One wall remains – the foundry perimeter that used to be on your right as you came out of the away end and headed up Colombo Street. As doors in the wall, its bricked-up entrances aren’t on the level of H.G.Wells’ famous study on romance and practicality. But they’re as near to that question as most of us will ever get.
Flesh and wine
The days of the Baseball Hotel are long gone. This massive Victorian boozer, memorably described by one Palace fan as “full of hard Northerners drinking tar”, stood opposite one corner of the Baseball Ground. Other local favourites were the Grange and the Cambridge. Today we settled for the nearest pub we could find, the Merlin. This isn’t named after a wizard but a Rolls-Royce engine, built in Derby and used on Spitfires. It’s one of those Harvester-ish places full of kids and young men with really big beards, and families trying to order a meal and wondering why the place is so crowded. It was OK in a bland sort of way and we spent a pleasant hour nursing pints near the slide and the swings, surrounded by groups of middle-aged Derby supporters who looked as though they could tell you a few stories.

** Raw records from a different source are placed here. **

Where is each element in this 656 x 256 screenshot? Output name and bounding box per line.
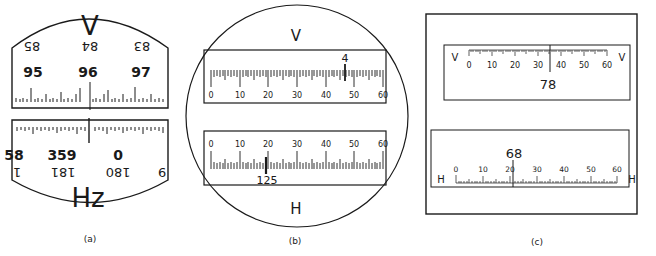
panel-c-v-scale-label: 10 (487, 61, 497, 70)
panel-a-hz-scale-ticks (17, 127, 163, 134)
panel-b-h-scale-label: 60 (378, 140, 388, 149)
panel-a-inverted-label: 85 (24, 39, 41, 54)
panel-a: V 85 84 83 95 96 97 (4, 11, 168, 244)
panel-c-h-scale-label: 20 (505, 165, 515, 174)
panel-a-inverted-label: 83 (134, 39, 151, 54)
panel-a-inverted-label: 84 (82, 39, 99, 54)
panel-c-v-scale-label: 50 (579, 61, 589, 70)
panel-a-hz-label: 359 (47, 147, 76, 163)
panel-a-caption: (a) (84, 234, 97, 244)
panel-b-h-letter: H (290, 200, 301, 218)
panel-b-h-scale-label: 50 (349, 140, 359, 149)
panel-c-v-scale-label: 30 (533, 61, 543, 70)
panel-c-v-left-letter: V (452, 52, 459, 63)
panel-c-h-scale-label: 60 (612, 165, 622, 174)
panel-b: V 4 0 10 20 30 40 50 60 0 10 20 (186, 5, 408, 246)
panel-c: V V 0 10 20 30 40 50 60 78 68 H H (426, 14, 637, 247)
panel-a-v-label: 95 (23, 64, 42, 80)
panel-b-caption: (b) (289, 236, 302, 246)
panel-c-h-scale-label: 30 (532, 165, 542, 174)
panel-c-v-index-label: 78 (540, 77, 557, 92)
panel-b-h-scale-label: 20 (263, 140, 273, 149)
panel-c-frame (426, 14, 637, 214)
panel-b-v-scale-label: 30 (292, 91, 302, 100)
panel-b-v-scale-ticks (211, 70, 383, 87)
panel-c-caption: (c) (531, 237, 543, 247)
panel-c-h-scale-label: 0 (454, 165, 459, 174)
panel-c-v-scale-label: 60 (602, 61, 612, 70)
panel-c-v-scale-label: 20 (510, 61, 520, 70)
panel-b-v-index-label: 4 (342, 52, 349, 65)
panel-b-h-index-label: 125 (257, 174, 278, 187)
panel-c-h-scale-label: 10 (478, 165, 488, 174)
panel-b-v-scale-label: 50 (349, 91, 359, 100)
panel-a-hz-inverted-label: 1 (13, 165, 21, 180)
panel-c-h-window (431, 130, 629, 187)
panel-c-h-right-letter: H (628, 174, 636, 185)
panel-c-h-scale-label: 40 (559, 165, 569, 174)
panel-c-v-scale-label: 0 (466, 61, 471, 70)
panel-b-v-scale-label: 20 (263, 91, 273, 100)
panel-a-v-label: 96 (78, 64, 97, 80)
panel-c-h-scale-ticks (456, 175, 617, 183)
panel-a-hz-inverted-label: 9 (158, 165, 166, 180)
panel-c-h-left-letter: H (437, 174, 445, 185)
panel-b-v-scale-label: 10 (235, 91, 245, 100)
panel-b-h-scale-ticks (211, 151, 383, 169)
reading-scales-diagram: V 85 84 83 95 96 97 (0, 0, 656, 256)
panel-b-v-scale-label: 60 (378, 91, 388, 100)
panel-a-hz-inverted-label: 180 (106, 165, 131, 180)
panel-b-v-letter: V (291, 27, 302, 45)
panel-b-h-scale-label: 0 (208, 140, 213, 149)
panel-c-v-window (444, 45, 630, 100)
panel-b-v-scale-label: 0 (208, 91, 213, 100)
panel-c-v-scale-label: 40 (556, 61, 566, 70)
panel-a-hz-label: 0 (113, 147, 123, 163)
panel-c-v-right-letter: V (619, 52, 626, 63)
panel-c-h-scale-label: 50 (586, 165, 596, 174)
panel-c-v-scale-ticks (469, 50, 607, 56)
panel-b-v-scale-label: 40 (321, 91, 331, 100)
panel-a-hz-label: 58 (4, 147, 23, 163)
panel-b-h-scale-label: 30 (292, 140, 302, 149)
panel-a-v-label: 97 (131, 64, 150, 80)
panel-a-hz-inverted-label: 181 (51, 165, 76, 180)
panel-b-h-scale-label: 10 (235, 140, 245, 149)
panel-a-hz-letter: Hz (71, 183, 104, 213)
panel-b-h-scale-label: 40 (321, 140, 331, 149)
panel-a-v-letter: V (81, 11, 99, 41)
panel-c-h-index-label: 68 (506, 146, 523, 161)
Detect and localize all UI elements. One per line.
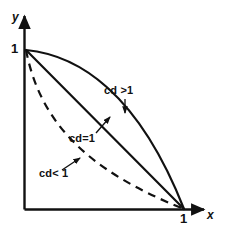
plot-canvas — [0, 0, 231, 234]
x-axis-tick-label-1: 1 — [180, 212, 187, 225]
indifference-curve-figure: y x 1 1 cd >1 cd=1 cd< 1 — [0, 0, 231, 234]
curve-label-cd-greater-than-one: cd >1 — [104, 85, 133, 96]
leader-cd-equal-one — [96, 117, 110, 133]
curve-cd-equal-one — [26, 50, 184, 209]
curve-label-cd-equal-one: cd=1 — [69, 133, 95, 144]
y-axis-tick-label-1: 1 — [11, 42, 18, 55]
y-axis-label: y — [12, 11, 19, 23]
curve-label-cd-less-than-one: cd< 1 — [39, 168, 68, 179]
x-axis-label: x — [207, 209, 214, 221]
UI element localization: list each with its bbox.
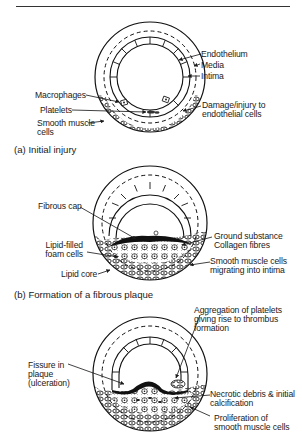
panel-c-vessel	[93, 317, 207, 442]
panel-b-vessel	[93, 166, 207, 289]
label-macrophages: Macrophages	[10, 91, 86, 100]
label-lipid-core: Lipid core	[61, 270, 97, 279]
label-endothelial-damage: Damage/injury to endothelial cells	[202, 101, 265, 119]
label-platelet-aggregation: Aggregation of platelets giving rise to …	[194, 306, 282, 333]
label-smc-migrating: Smooth muscle cells migrating into intim…	[210, 257, 287, 275]
label-ground-substance: Ground substance Collagen fibres	[214, 232, 283, 250]
label-proliferation: Proliferation of smooth muscle cells	[214, 414, 289, 432]
caption-fibrous-plaque: (b) Formation of a fibrous plaque	[14, 290, 153, 300]
label-fissure: Fissure in plaque (ulceration)	[28, 361, 70, 388]
label-platelets: Platelets	[10, 106, 72, 115]
label-foam-cells: Lipid-filled foam cells	[10, 241, 83, 259]
label-smooth-muscle-cells: Smooth muscle cells	[37, 119, 95, 137]
label-intima: Intima	[201, 72, 224, 81]
panel-a-vessel	[95, 22, 205, 135]
label-endothelium: Endothelium	[201, 50, 248, 59]
label-media: Media	[201, 61, 224, 70]
label-necrotic-debris: Necrotic debris & initial calcification	[210, 390, 295, 408]
label-fibrous-cap: Fibrous cap	[38, 202, 82, 211]
caption-initial-injury: (a) Initial injury	[14, 145, 76, 155]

The food in the ground is reasonable, but by the time I’d parted with £4 for a pie (the dirty thieving bastards) I was so ravenous I could have eaten pretty much anything. So I also had a pork roll from a van on the way out, and that was pretty nice as well. (Always worth going to a food van after the game. They want to get rid of their stuff so you end up with bigger rations. I walked off with the best part of a pig and my own weight in stuffing.)
The match
Although both teams had won their opening matches, this stalemate suggested that neither will particularly trouble the top or bottom of the table. Derby were the more adventurous of the two and it seemed they’d got their noses in front when they won a penalty shortly before half-time. But Martin Waghorn hit his shot straight at Freddie Woodman, and that summed up the game. Other shots were saved or missed as time went on, with Waghorn again the most wasteful and Borja, Dyer and Surridge also snatching at chances. The likely lads behind us decamped to the bar and only reappeared at closing time. It was hard to blame them.
Teams and goals
Derby: Roos, Bogle (Lowe 54), Keogh, Clarke, Malone, Dowell, Huddlestone, Evans (Paterson 45), Jozefzoon (Marriott 80), Waghorn, Lawrence. Unused subs: Shinnie, Hamer, Bennett, Davies.
Swansea: Woodman, Roberts, van der Hoorn, Rodon, Bidwell, Fulton, Grimes, Dyer (Peterson 62), Celina, Kalulu (Dhanda 62), Baston (Surridge 68). Unused subs: Nordfeldt, Wilmot, Naughton, Byers.